The only exception to this poor start was the sole point that they’ve achieved so far, from a 4-4 draw against Blackpool over the August Bank Holiday weekend during which they came from 4-2 down to scramble their way to a point. They haven’t otherwise scored more than a single goal in any game all season, and they haven’t scored at all in their last three. Eep.
As at any other club, results are all that essentially matter, and this leaves their senior management in an unenviable position. Cambridge United are not A Big Club, and Garry Monk is still kinda A Big Name, who signed a two-year contract at the start of the summer. Sacking him three months later will come at a financial cost.
And although his career has been in decline in recent years, Monk was a talented head coach not so long ago. He should have the chops to be able to get them out of this sort of mess. And furthermore… If you're bottom of League One with just one point from nine games looking to replace a manager at this time of year, what’s the calibre of potential replacements going to look like?
Furthermore, it’s certainly never a good idea to offload a manager without having a clear plan as to who the successor might realistically be, and barely three months into the season, with the manager having only recently arrived at the club, it’s entirely possible that not a great deal of thought had been put into this at a boardroom level. The international break may or may not offer some greater time for reflection on their part.
The last set of accounts were not great, but what would one reasonably expect for a League One club without a Former Premier League background? They lost £1.75m in the year to June 2023 against a profit of £332,000 a year earlier. There have been plenty, plenty worse at this level of the game, though it would be a stretch to suggest that losing the best part of two million quid over the course of twelve months is… good.

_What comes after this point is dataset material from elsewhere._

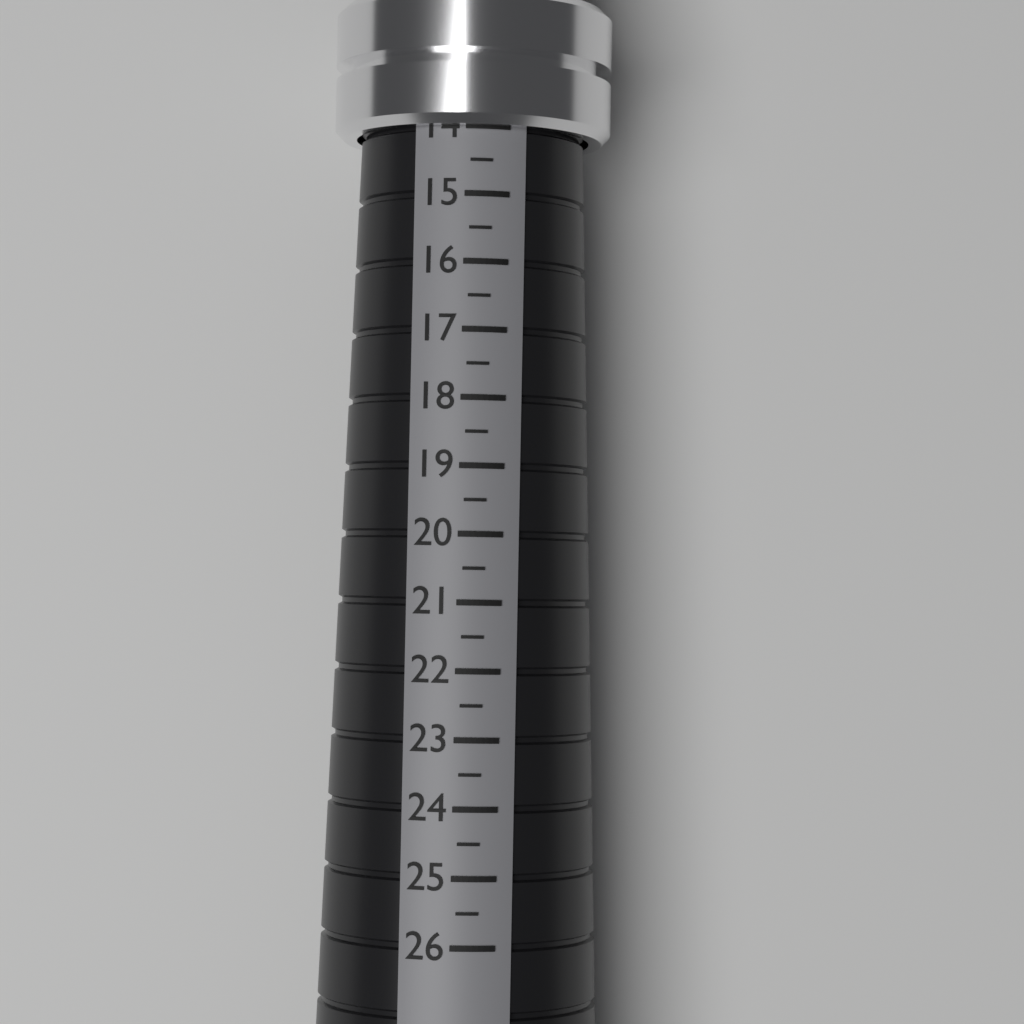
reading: 14.0 (no unit)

It should be added that the club’s redevelopment plans for The Abbey Stadium appear unlikely to do anything but move glacially slowly for now. Increasing the capacity of the ground will help the club to grow revenues and it is impressive that attendances have risen to above 7,000 in recent years, but it should probably also be recognised that the club will need to stay in League One if they wish to keep them at that level.
It’s not so much the relegation that may come this season—and it’s worth noting that Cambridge haven’t been relegated in the 19 seasons since they fell out of the EFL in 2005—because that is to be expected at this level of the game. It’s the prospect of this all being the start of a snowball. Everyone at this level of the game knows about Bury, about Scunthorpe United, about York City and plenty of others beside, the clubs who just kept falling, one of them extremely steeply and quickly indeed. And nobody wants to be one of those. No-one wants to feel that bony finger on their shoulder.

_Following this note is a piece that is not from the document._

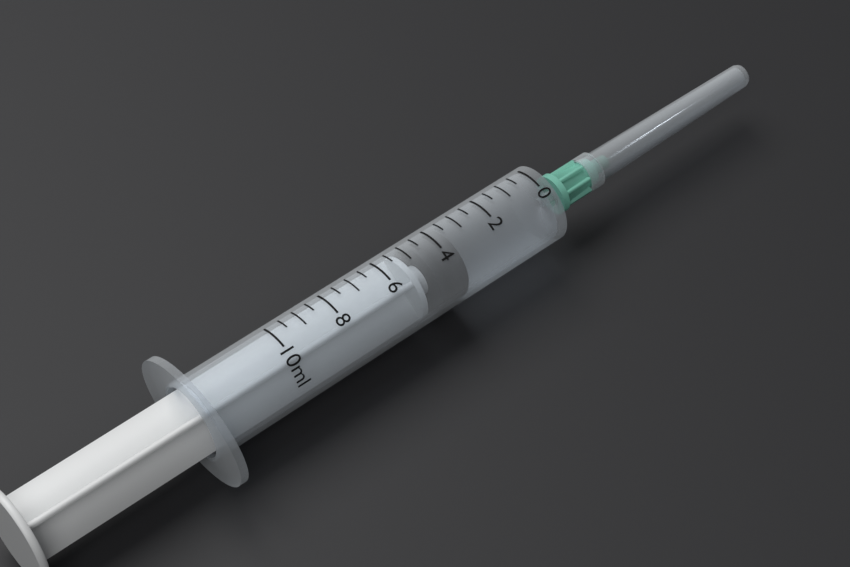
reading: 3.5 ml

There have been injuries, yes, but everyone has those. The finances haven’t been great, but in the 54 years since they were first elected into the Football League in 1970 Cambridge United have only finished above midway in the third year on twelve occasions, and other than their 14th-placed finish four years ago the last of those came in 1994. “What more do you expect?” isn’t an entirely unreasonable question. But then again, so is, “Can we stop seeing news headlines including the words ‘winless’, ‘run’ and ‘extends’?”, because that doesn’t seem like an entirely unreasonable one either.